WASHINGTON (May 15, 2019) — Neonatal brain injury is a leading cause of lifelong disability. Researchers at the George Washington University (GW) are laying the groundwork for a future where health care providers can more accurately diagnose brain injury and dysfunction in newborns with the use of an inexpensive and non-invasive diagnostic tool — electroencephalography (EEG). This work was recently funded with more than $4 million in grants from the National Eye Institute and the National Institute of Neurological Disorders and Stroke.
Despite more than 65 years of using EEG on newborns, understanding of rhythmic cortical activity patterns associated with brain development and injury is limited. The recent funding will enable the research team to help improve the interpretation and understanding of the EEG in neonates, both preterm and term.
The research, led by Matthew Colonnese, PhD, associate professor of pharmacology and physiology at the GW School of Medicine and Health Sciences, will expand current knowledge of how changes in brain connections to the cerebral cortex control the normal development of brain activity that occurs around the time of birth.
“Newborns, especially those at-risk of perinatal brain injury, such as preterm infants, are quite fragile. Thus a non-invasive bedside diagnostic like EEG has the potential to be a really helpful tool. Furthermore, use of EEG, rather than MRI, has the potential to reduce health care costs and be used in areas of the world without access to current scanning technologies,” said Colonnese. “Unfortunately, the EEG signal, which comes from a surface electrode on the scalp, is a mashup of all the electrical activity happening beneath it. We lack careful mechanistic studies to pinpoint which brain areas contribute to normal EEG.”
By measuring the activity through the depth of the cerebral cortex and underlying thalamus, an area which is highly connected to the cortex and often injured around the time of birth, the research team will provide insight into the circuit changes that may underlie human fetal cortical development and inform future studies of brain injury in infants.
“We know from looking at EEGs of infants born pre-term that brain activity takes a big step forward before the time of birth,” Colonnese explained. “This leap in the continuity of brain activity, is probably crucial for consciousness and our ability to sense everything around us at birth. We think the thalamus may play a big role in that maturation, and when it is injured, that can be catastrophic for the infant.”
Through their studies, Colonnese and his team aim to define the role of the thalamus in developing a normal functioning cortex, as well as the role of inhibition mediated by the thalamic reticular nucleus — a connected region that forms a capsule around the thalamus — in developing thalamocortical activity. An important part of the project will determine the effect of a long-term lesion of the thalamus on the EEG. The team will be able to figure out whether cortical activity can recover from such an injury.
“This project will expand our current knowledge of developing thalamocortical circuit activity to better inform clinical decisions, based on EEG,” Colonnese said. “Thinking long-term, with clinical collaborations, we want to create a developmental activity atlas in which abnormal EEG patterns in at-risk newborns are matched to specific disruptions in the different areas of the brain, which clinicians can use to refine prognosis.”

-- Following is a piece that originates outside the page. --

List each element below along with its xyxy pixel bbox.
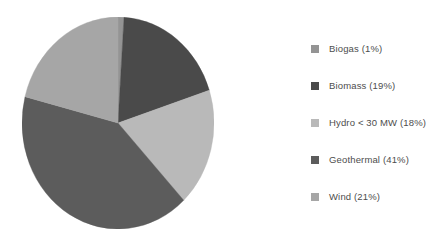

Colonnese and his team expect their study to demonstrate a critical role for the thalamus in timing the maturation of the EEG. This will expand experimental approaches for pre-clinical models and inform diagnostics in clinical populations.
The studies, titled “Circuit Specializations of Developing Visual Networks” and “Thalamic Contributions to the Developing EEG,” will be funded through January 2023 and 2024, respectively.